Multi-party Cameroon
The first multi-party elections were organised in 1992, in which Paul Biya had the highest votes among the candidates at 40%. John Fru Ndi of SDF, leading a coalition of parties – with active and open involvement of the UPC despite its illegality – was close behind with 36% of the votes despite the fact that the elections were seen as rigged. 60% of the electorate voted against Paul Biya but the opposition candidates could not unite and the constitution did not have provisions for a runoff. A new constitution was adopted in 1996 limiting Presidential terms to two. The major opposition boycotted elections in 1997 and Biya won. Biya won again in 2004 and people thought that was going to be his last appearance but Biya led parliament to amend the constitution in 2008 removing the limiting of Presidential terms. It is with this background that Cameroon went into the 2011 Presidential Elections in which Biya won again.

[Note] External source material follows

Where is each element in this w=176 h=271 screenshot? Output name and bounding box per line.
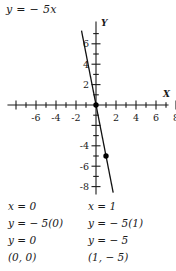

In 1994, one time Vice President of the Federal Republic of Cameroon, John Ngu Foncha, led a delegation of the Southern Cameroon National Council (SCNC) to the United Nations for greater autonomy for Southern Cameroon. On 22nd September 2017, tens of thousands of people demonstrated across Anglophone Cameroon against the discriminatory treatment they were receiving in the country. On 1st October 2017, separatists declared that Anglophone Cameroon had become independent and was henceforth the Federal Republic of Ambazonia with its own army, the Ambazonia Defence Force. Ambazonia is a member of Organization of Emerging African States (OEAS) and has been a member of Unrepresented Nations and People’s Organizations (UNPO). The Cameroon Armed Forces have responded with force, virtually turning Anglophone Cameroon into a war zone.
It is in this context that the 2018 Presidential elections were organised. With the Anglophone area, which is a stronghold for the Social Democratic Front, second-placed among permitted political parties, being virtually a war zone, people could not go out to vote and the turnout there was just 10%. Biya gained 71.28% with the next candidate, a former Biya government minister, Maurice Kamto (who formed a late alliance with another candidate Akere Muna), getting only 14.23%. Cabral Libii finished a distant third with 6.28%, whilst the SDF candidate, Joshua Osih, whose strength is in Anglophone Cameroon could only get 3.35% of the votes. Since 1992, the opposition should have got the message that it is only through a popular front that they can defeat Biya.
The situation in Anglophone Cameroon, as well as the Boko Haram insurgency in North West Cameroon, calls for a peace initiative and this is a test for the global Pan-Africanist movement.